Silent_Ocarina
Member
The introductions might be lengthy in recent Zelda games, but the games hardly force you to "wander aimlessly." Whether or not you enjoy the tasks the games give you is another question entirely. I'm not sure why door-opening animations count against Zelda games for being derivative of Ocarina of Time. They're just doors.Alright, I'll try to enumerate.
The mechanics and progression were still largely slavish reiterations of what came before. You still have a boring sequence where the game pens you in at the beginning forces you to wander around aimlessly before making you find a sword (except it's way, way longer this time). You still have the same slow, archaic text prompts and canned animations for doors and items.
Can you give me an example of a modern combat system? You might not have enjoyed Skyward Sword's combat, but again, it isn't some stock system taken from Ocarina of Time. Also, you can fake out the enemies. They follow your sword. You can run up the shields of Moblins. You have to vary your approach on Skulltulas if they're on the ground as opposed to hanging on a web. I do agree about the overly defensive nature of enemies in Skyward Sword, but once again, this isn't something simply lifted from Ocarina of Time.The enemies still mill about and wait for you to take them on singly and they mostly take about 3 hits each. These enemies don't really ever fight you in intelligent ways. They just have a little machine dance they do, where they have a specific moment when they give you a prescribed opening to attack them. And they'll hold that opening until the moment when you attack. Otherwise their guard is perfect.

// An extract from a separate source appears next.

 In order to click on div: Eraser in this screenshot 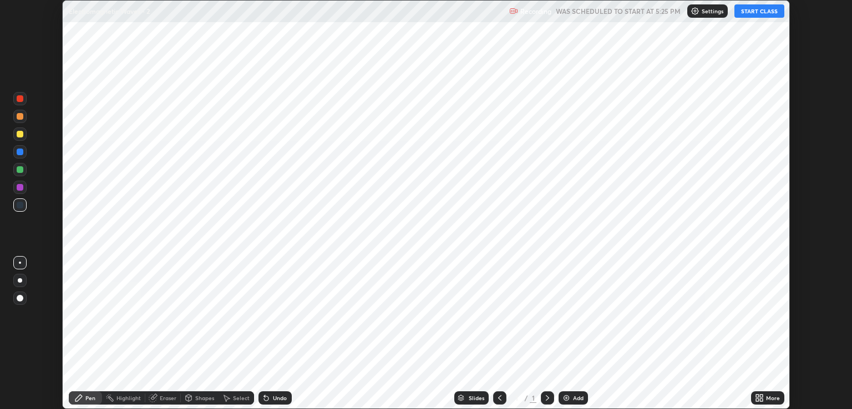, I will do `click(168, 398)`.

They don't have any AI to speak of, just a dance routine. There's no way to fake them out, overpower their guard, outmaneuver them, or anything else you'd expect in a modern combat system. Just the same basic dance they've been using since Ocarina.
You forgot to mention the bit where every dungeon is absolutely different from Ocarina of Time. I honestly don't understand why you even mentioned doors and keys. Those are series staples. It's like claiming Zelda games are all the same because you have a sword. Or something like that. I also don't remember many, if any, push-the-block puzzles and torch lighting puzzles. I actually just remembered two block puzzles as I'm typing this, and only one involved using it to weigh down a switch. Controlling the water height doesn't make Ancient Cistern a clone of the Water Temple. It's more focused, in my opinion, onThe way in which you progress through the dungeons is still largely the same, with the same key and door, push this thing, light this torch style puzzles. You've got one dungeon where you control the height of water to get around.
the rising and falling center statue and using a thread to climb out if a metaphorical Hell. I also don't recall Time Stones in Ocarina of Time.
In Skyward Sword, at least, items were still useful outside of their dungeons. Also, the Beetle could carry bombs. This led to puzzles that's Hookshot couldn't accomplish.You still get almost all your tools from dungeons and don't really use them outside of the place you find them. (The beetle was neat, but in terms of puzzles was often just a more obtuse hook shot.)
Did you want Zelda to be a more hack-and-slash game? Bosses have patterns, and you must figure out those patterns. I can definitely see where you're coming from with bosses similar to King Dodongo, but claiming that every boss does the same little dance is a bit unfair. The game doesn't just decide to make them fall. You have to figure out how to make them vulnerable. I could use basic terms to describe most bosses in video game history as well.The bosses, like the normal enemies, are still these amusement park rides that you do a little dance with until the game decides that now the boss will fall down and you can wail on them until you get three free hits, at which point they're invincible and will rise up to repeat the dance two more times.
Most games feature loading times between areas. It has nothing to do with being similar to Ocarina of Time. In fact, Skyward Sword did away with the Hyrule Field hub in favor of more closed areas (which I personally didn't enjoy). What would you have enemies do? One enemy relieves itself on your head. Shooting an arrow gives away your position. Throwing a bomb makes them run away from it. You can sprinkle some sort of fungal powder on them if you wish.You still interact with the world and enemies in basically the same mechanical, physics free way you did back in 1998. The world itself is obviously self-contained little boxes with loading gates rather than a large, immersive land to roam. The items and creatures you find inside are all strictly static and can be interacted with in one single, mechanical way. It doesn't feel organic enough for a game that came out just a year ago. I suppose a lot of that is just the technology they had to work with. But that's a flaw in Nintendo's approach. Skyward Sword is very polished in some ways, but the game's design is just new skin on the very same bones they've been using since 1998. The gimmicks are just gimmicks rather than true advancements to the core of the game.
I'm convinced that there's nothing Nintendo can do to Zelda to avoid the "it's more of the same" argument bar the most extreme scenarios (like setting the story in the future).